Introduction to Valuation: Methods and Models in Applied Corporate Finance
1.1 Introduction
Every day, businesses face decision choices. For example, should a bank choose to expand organically by opening new branches, or should it expand by acquiring another bank with its own network of branches. Or, should a technology company release a new version of a product line now, and thereby cannibalize sales of its existing product line, or should it wait a year at the risk of giving its competitors time to catch up. The key to success in business is to make sound, or value-creating, business decisions. Every choice a business manager can potentially make has risk associated with it.1 In turn, every choice also has some upside, or positive return, associated with it. A sound decision is one that balances this risk and return to create value for the owners of the business, whether those are public shareholders or a private ownership group.2 However, to make value-creating business decisions, a manager needs to be able to first quantify, or measure, the risk and return inherent in each of the decision choices he is facing, and then convert these risk-return combinations into ex-ante measures of value creation. This is where the topic of valuation comes into play. Valuation is simply the conversion of risk and return into monetary value. The value could be of intangible assets like ideas or potential projects, or it could be of tangible assets like a manufacturing plant or the shares of a business. The common theme underlying valuation, however, is that it allows managers to make better business decisions by quantifying into a single metric the risk and return inherent in all business decision choices.

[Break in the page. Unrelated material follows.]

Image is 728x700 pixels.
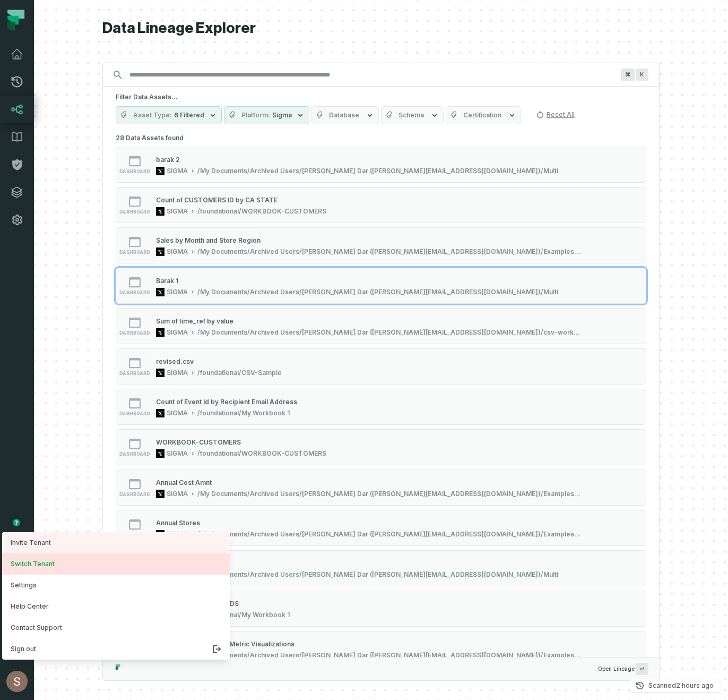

Every decision that a business faces can be conceptualized as a node on a decision tree, as shown in Figure 1.1. A manager facing a decision is trying to decide which of multiple paths emanating from this node he wants to take for the business. The figure illustrates the example of a manager deciding whether to build a manufacturing plant. The two possible paths are to build the plant or to not build the plant. Once the initial decision to build or not build is made, the decision tree branches off again into the capacity of the plant and again to the number of assembly lines. Each of the branches represents a set of possible outcomes that could occur. The role of valuation, then, is to quantify the value created (or destroyed) by deciding to head down a specific path. For example, the value created by building a plant with a 100,000 unit capacity containing one large assembly line would need to be quantified, as would the value created by not building a plant at all.
Figure 1.1 Decision tree for building a manufacturing plant
Note, however, that this path is only a decision path; it is not an outcome path. While a manager may decide to take a particular path, the result from taking the path is uncertain, and it might take many years before it becomes a known quantity. A more quantitative way to state this is that there is a probability distribution of possible results from the decision to take a path. Therefore, the process of valuation must take into account this probability distribution of outcomes (or risk) involved in taking a specific path.